Despite concerns at the end of last year that the market might have topped, 2015 has started at the same frenetic pace that we saw in 2014.

David Partridge

Activity seems to be up in all sectors, and increasingly, all over the country, a strong showing in the regions during the second half of last year is evidence that investors have realised they need to look further afield than London to seek out better value.

A lot of architects have had a hard time over the past few years, but at last they are also experiencing a resurgence. Commissions are up, staff numbers are up and fee income is gradually following suit, even though the landscape is still competitive and margins are tight. The only cloud on their horizon is recruitment, the cruel impact of the downturn resulting in a lot of talent and resource leaving the profession altogether.

You can tell that their fortunes have turned around because the question of success fees has begun to raise its head again (as it always does at this time in the cycle).

The argument goes that it is the designer who creates all the value through achieving a ‘better’ planning permission but only gets paid their standard fee, while the developer sells the site on and makes millions for doing nothing, thus allowing him to rush off and buy another camel hair coat and some more cigars. Why can’t the architect share in some of this bounty, as he is the one who has really added the value?

The answer to that question lies in focusing on the issue of who has really taken the risk? Some developers may well get so lucky that a quick planning permission leads to a well-timed turn and a windfall profit. More often than not, however, that sort of one-off success will be overshadowed by a raft of other projects that take years to promote and get stuck in the local planning process. Or have got through all of those complexities, managed to attract funding, have been built out but hit the market at the wrong moment.

Late last year, Argent sold the last apartment of a scheme that we bought in 2004, got planning permission for in 2006 and completed in 2009. A truly sterling effort by our sales team meant that we consistently achieved sales through the depths of the recession without having to discount too excessively, but we only got back to our target sales values in the final 12 months of sales. Ten years after we started, we have just about broken even and I think that is a great result in the circumstances. The architect, deservedly, got paid a good fee for their work more than five years ago.

So my answer to those architects who would like to share in the upside is that they are very welcome to do so, provided that they share in the downside too.

A typical architect’s fee is approximately 1%-2% of the gross development value of a project - would they like to waive that in return for 1%-2% of the profit and thus risk getting wiped out completely if the project makes a loss?

Achieving a planning permission is, in any case, not necessarily a true value-crystallising event, and nor is the last sale of an apartment or practical completion of a building. On a different project we are working on, all the team (designers, contractors and the developer) agreed that a true success metric could only properly be judged a year after full and prolonged occupation of the space and that we would all share in a bonus together (having all received a proper fee on the way through), at a time when the efficacy of the building could be truly calculated and independently franked.

I believe that this is a much better test of the real value of design - not just that a scheme has achieved some arbitrary number set by a planning process, but that it can deliver, through teamworking in the furnace of the detailed delivery process, a result that meets both the aspirations and the needs of the occupier. Then, I think we can all raise a glass and share the rewards.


:: What needs to be done ::
Quote the listing in full, exactly as given, minus any pictures.
■ ■ ■ ■ ■ ■ ■
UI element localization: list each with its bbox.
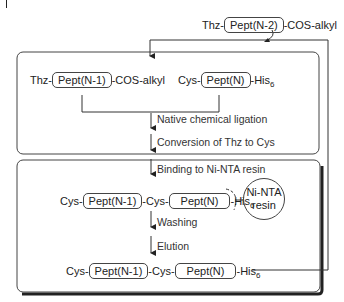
suffix: -COS-alkyl bbox=[112, 74, 165, 86]
suffix: -COS-alkyl bbox=[284, 19, 337, 31]
prefix: Cys- bbox=[66, 265, 89, 277]
peptide-segment-1: Pept(N-1) bbox=[89, 263, 149, 279]
prefix: Thz- bbox=[202, 19, 224, 31]
peptide-segment-1: Pept(N-1) bbox=[83, 193, 143, 209]
peptide-segment-2: Pept(N) bbox=[175, 263, 237, 279]
suffix: -His bbox=[236, 265, 256, 277]
linker: -Cys- bbox=[148, 265, 174, 277]
reactant-peptide-n1: Thz-Pept(N-1)-COS-alkyl bbox=[30, 72, 165, 88]
step-binding-resin: Binding to Ni-NTA resin bbox=[157, 163, 265, 175]
peptide-segment: Pept(N) bbox=[201, 72, 251, 88]
input-peptide-n2: Thz-Pept(N-2)-COS-alkyl bbox=[202, 17, 337, 33]
prefix: Cys- bbox=[60, 195, 83, 207]
step-elution: Elution bbox=[157, 240, 189, 252]
step-washing: Washing bbox=[157, 216, 197, 228]
subscript: 6 bbox=[270, 80, 274, 89]
peptide-segment-2: Pept(N) bbox=[169, 193, 231, 209]
prefix: Thz- bbox=[30, 74, 52, 86]
step-thz-to-cys: Conversion of Thz to Cys bbox=[157, 136, 275, 148]
ni-nta-resin-bead: Ni-NTA resin bbox=[243, 178, 285, 220]
resin-label-line2: resin bbox=[244, 199, 284, 212]
reactant-peptide-n: Cys-Pept(N)-His6 bbox=[178, 72, 275, 88]
prefix: Cys- bbox=[178, 74, 201, 86]
subscript: 6 bbox=[256, 271, 260, 280]
eluted-product: Cys-Pept(N-1)-Cys-Pept(N)-His6 bbox=[66, 263, 261, 279]
suffix: -His bbox=[251, 74, 271, 86]
bound-product: Cys-Pept(N-1)-Cys-Pept(N)-His6 bbox=[60, 193, 255, 209]
peptide-segment: Pept(N-1) bbox=[52, 72, 112, 88]
diagram-lines bbox=[0, 0, 344, 302]
resin-label-line1: Ni-NTA bbox=[244, 186, 284, 199]
step-native-chemical-ligation: Native chemical ligation bbox=[157, 113, 267, 125]
peptide-segment: Pept(N-2) bbox=[224, 17, 284, 33]
linker: -Cys- bbox=[142, 195, 168, 207]
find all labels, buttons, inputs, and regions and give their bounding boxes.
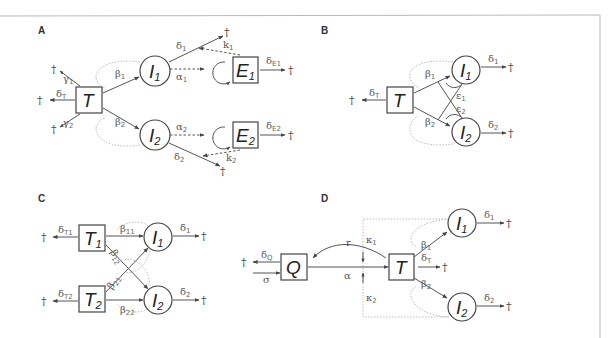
param-beta11: β11	[120, 223, 135, 236]
feedback-curve-i2-t	[411, 287, 449, 317]
param-beta1: β1	[115, 68, 125, 81]
panel-b: B T I1 I2 † † † δT β1 β2 ε1 ε2 δ1 δ2	[321, 25, 514, 146]
param-delta-t2: δT2	[58, 288, 73, 301]
death-symbol-gamma1: †	[51, 63, 57, 76]
param-kappa1: k1	[223, 39, 234, 52]
panel-label-d: D	[321, 193, 328, 204]
param-eps2: ε2	[456, 103, 466, 116]
param-delta2: δ2	[180, 286, 191, 299]
death-symbol-i2: †	[506, 300, 512, 313]
death-symbol-i2: †	[508, 127, 514, 140]
param-delta-e2: δE2	[266, 120, 281, 133]
death-symbol-t: †	[349, 94, 355, 107]
param-beta2: β2	[421, 278, 431, 291]
death-symbol-i2: †	[201, 294, 207, 307]
death-symbol-e2: †	[288, 129, 294, 142]
death-symbol-t: †	[37, 94, 43, 107]
param-delta-t: δT	[369, 87, 380, 100]
param-delta-t: δT	[421, 252, 432, 265]
death-symbol-t2: †	[41, 295, 47, 308]
node-t-label: T	[395, 257, 408, 278]
death-symbol-gamma2: †	[51, 123, 57, 136]
param-alpha: α	[344, 270, 351, 281]
node-t-label: T	[393, 90, 406, 111]
param-alpha2: α2	[176, 121, 187, 134]
param-alpha1: α1	[176, 71, 187, 84]
param-kappa1: κ1	[366, 234, 377, 247]
param-kappa2: κ2	[366, 292, 377, 305]
param-eps1: ε1	[456, 90, 466, 103]
panel-label-a: A	[38, 25, 45, 36]
death-symbol-i1: †	[506, 217, 512, 230]
param-delta1: δ1	[488, 53, 499, 66]
param-delta2: δ2	[174, 151, 185, 164]
param-delta-e1: δE1	[266, 55, 281, 68]
node-q-label: Q	[286, 257, 301, 278]
param-beta1: β1	[425, 68, 435, 81]
death-symbol-q: †	[241, 256, 247, 269]
edge-kappa2	[203, 150, 240, 156]
param-beta2: β2	[115, 116, 125, 129]
death-symbol-t: †	[442, 261, 448, 274]
param-gamma1: γ1	[63, 73, 73, 86]
param-delta1: δ1	[180, 222, 191, 235]
panel-d: D Q T I1 I2 † † † † δQ σ r α κ1	[241, 193, 512, 321]
param-delta-t: δT	[56, 88, 67, 101]
param-delta1: δ1	[484, 209, 495, 222]
param-delta2: δ2	[488, 119, 499, 132]
param-delta2: δ2	[484, 292, 495, 305]
panel-label-b: B	[321, 25, 328, 36]
death-symbol-i2: †	[220, 165, 226, 178]
param-beta22: β22	[120, 304, 135, 317]
death-symbol-e1: †	[288, 64, 294, 77]
death-symbol-i1: †	[201, 230, 207, 243]
param-delta1: δ1	[176, 40, 187, 53]
param-sigma: σ	[263, 274, 270, 285]
param-delta-q: δQ	[261, 249, 273, 262]
feedback-curve-i1-t	[411, 219, 449, 246]
param-kappa2: k2	[226, 152, 237, 165]
death-symbol-t1: †	[41, 231, 47, 244]
self-loop-e1	[213, 62, 230, 84]
param-delta-t1: δT1	[58, 224, 73, 237]
node-t-label: T	[82, 90, 95, 111]
edge-kappa1	[199, 48, 240, 55]
param-beta12: β12	[107, 248, 126, 267]
death-symbol-i1: †	[508, 61, 514, 74]
panel-a: A T I1 I2 E1 E2	[37, 25, 294, 178]
param-r: r	[346, 237, 351, 248]
death-symbol-i1: †	[224, 26, 230, 39]
figure-canvas: A T I1 I2 E1 E2	[0, 0, 613, 338]
self-loop-e2	[213, 127, 230, 149]
panel-label-c: C	[38, 193, 45, 204]
param-beta21: β21	[105, 273, 124, 293]
panel-c: C T1 T2 I1 I2 † † † † δT1 δT2 β11 β22 β1…	[38, 193, 207, 317]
■ ■ ■ ■ ■ ■ ■
:: Worked solution ::
UI element localization: list each with its bbox.
suffix: -COS-alkyl bbox=[112, 74, 165, 86]
suffix: -COS-alkyl bbox=[284, 19, 337, 31]
prefix: Cys- bbox=[66, 265, 89, 277]
peptide-segment-1: Pept(N-1) bbox=[89, 263, 149, 279]
prefix: Thz- bbox=[202, 19, 224, 31]
peptide-segment-1: Pept(N-1) bbox=[83, 193, 143, 209]
peptide-segment-2: Pept(N) bbox=[175, 263, 237, 279]
suffix: -His bbox=[236, 265, 256, 277]
linker: -Cys- bbox=[148, 265, 174, 277]
reactant-peptide-n1: Thz-Pept(N-1)-COS-alkyl bbox=[30, 72, 165, 88]
step-binding-resin: Binding to Ni-NTA resin bbox=[157, 163, 265, 175]
peptide-segment: Pept(N) bbox=[201, 72, 251, 88]
input-peptide-n2: Thz-Pept(N-2)-COS-alkyl bbox=[202, 17, 337, 33]
prefix: Cys- bbox=[60, 195, 83, 207]
step-elution: Elution bbox=[157, 240, 189, 252]
step-washing: Washing bbox=[157, 216, 197, 228]
subscript: 6 bbox=[270, 80, 274, 89]
peptide-segment-2: Pept(N) bbox=[169, 193, 231, 209]
prefix: Thz- bbox=[30, 74, 52, 86]
step-thz-to-cys: Conversion of Thz to Cys bbox=[157, 136, 275, 148]
ni-nta-resin-bead: Ni-NTA resin bbox=[243, 178, 285, 220]
resin-label-line2: resin bbox=[244, 199, 284, 212]
reactant-peptide-n: Cys-Pept(N)-His6 bbox=[178, 72, 275, 88]
prefix: Cys- bbox=[178, 74, 201, 86]
subscript: 6 bbox=[256, 271, 260, 280]
eluted-product: Cys-Pept(N-1)-Cys-Pept(N)-His6 bbox=[66, 263, 261, 279]
suffix: -His bbox=[251, 74, 271, 86]
bound-product: Cys-Pept(N-1)-Cys-Pept(N)-His6 bbox=[60, 193, 255, 209]
peptide-segment: Pept(N-1) bbox=[52, 72, 112, 88]
diagram-lines bbox=[0, 0, 344, 302]
resin-label-line1: Ni-NTA bbox=[244, 186, 284, 199]
step-native-chemical-ligation: Native chemical ligation bbox=[157, 113, 267, 125]
peptide-segment: Pept(N-2) bbox=[224, 17, 284, 33]
linker: -Cys- bbox=[142, 195, 168, 207]
find all labels, buttons, inputs, and regions and give their bounding boxes.
param-beta11: β11	[120, 223, 135, 236]
feedback-curve-i2-t	[411, 287, 449, 317]
param-beta1: β1	[115, 68, 125, 81]
panel-b: B T I1 I2 † † † δT β1 β2 ε1 ε2 δ1 δ2	[321, 25, 514, 146]
param-delta-t2: δT2	[58, 288, 73, 301]
death-symbol-gamma1: †	[51, 63, 57, 76]
param-kappa1: k1	[223, 39, 234, 52]
panel-label-d: D	[321, 193, 328, 204]
param-eps2: ε2	[456, 103, 466, 116]
param-delta2: δ2	[180, 286, 191, 299]
death-symbol-i2: †	[506, 300, 512, 313]
death-symbol-i2: †	[508, 127, 514, 140]
param-delta-e2: δE2	[266, 120, 281, 133]
death-symbol-t: †	[349, 94, 355, 107]
param-beta2: β2	[421, 278, 431, 291]
death-symbol-i2: †	[201, 294, 207, 307]
death-symbol-e2: †	[288, 129, 294, 142]
death-symbol-t: †	[37, 94, 43, 107]
param-delta-t: δT	[369, 87, 380, 100]
param-delta-t: δT	[421, 252, 432, 265]
death-symbol-t2: †	[41, 295, 47, 308]
node-t-label: T	[395, 257, 408, 278]
death-symbol-gamma2: †	[51, 123, 57, 136]
param-alpha: α	[344, 270, 351, 281]
node-t-label: T	[393, 90, 406, 111]
param-alpha2: α2	[176, 121, 187, 134]
param-alpha1: α1	[176, 71, 187, 84]
param-kappa1: κ1	[366, 234, 377, 247]
param-kappa2: κ2	[366, 292, 377, 305]
param-eps1: ε1	[456, 90, 466, 103]
panel-label-a: A	[38, 25, 45, 36]
death-symbol-i1: †	[506, 217, 512, 230]
param-delta1: δ1	[488, 53, 499, 66]
param-delta2: δ2	[174, 151, 185, 164]
param-delta-e1: δE1	[266, 55, 281, 68]
node-q-label: Q	[286, 257, 301, 278]
param-beta1: β1	[425, 68, 435, 81]
death-symbol-q: †	[241, 256, 247, 269]
edge-kappa2	[203, 150, 240, 156]
param-beta2: β2	[115, 116, 125, 129]
death-symbol-t: †	[442, 261, 448, 274]
param-gamma1: γ1	[63, 73, 73, 86]
param-delta1: δ1	[180, 222, 191, 235]
panel-d: D Q T I1 I2 † † † † δQ σ r α κ1	[241, 193, 512, 321]
param-delta-t: δT	[56, 88, 67, 101]
param-delta1: δ1	[484, 209, 495, 222]
param-delta2: δ2	[488, 119, 499, 132]
param-delta2: δ2	[484, 292, 495, 305]
panel-label-b: B	[321, 25, 328, 36]
death-symbol-i2: †	[220, 165, 226, 178]
param-beta22: β22	[120, 304, 135, 317]
death-symbol-e1: †	[288, 64, 294, 77]
death-symbol-i1: †	[201, 230, 207, 243]
param-delta1: δ1	[176, 40, 187, 53]
param-sigma: σ	[263, 274, 270, 285]
param-delta-q: δQ	[261, 249, 273, 262]
feedback-curve-i1-t	[411, 219, 449, 246]
param-kappa2: k2	[226, 152, 237, 165]
death-symbol-t1: †	[41, 231, 47, 244]
self-loop-e1	[213, 62, 230, 84]
param-delta-t1: δT1	[58, 224, 73, 237]
node-t-label: T	[82, 90, 95, 111]
edge-kappa1	[199, 48, 240, 55]
param-beta12: β12	[107, 248, 126, 267]
death-symbol-i1: †	[508, 61, 514, 74]
panel-a: A T I1 I2 E1 E2	[37, 25, 294, 178]
param-r: r	[346, 237, 351, 248]
death-symbol-i1: †	[224, 26, 230, 39]
figure-canvas: A T I1 I2 E1 E2	[0, 0, 613, 338]
self-loop-e2	[213, 127, 230, 149]
panel-label-c: C	[38, 193, 45, 204]
param-beta21: β21	[105, 273, 124, 293]
panel-c: C T1 T2 I1 I2 † † † † δT1 δT2 β11 β22 β1…	[38, 193, 207, 317]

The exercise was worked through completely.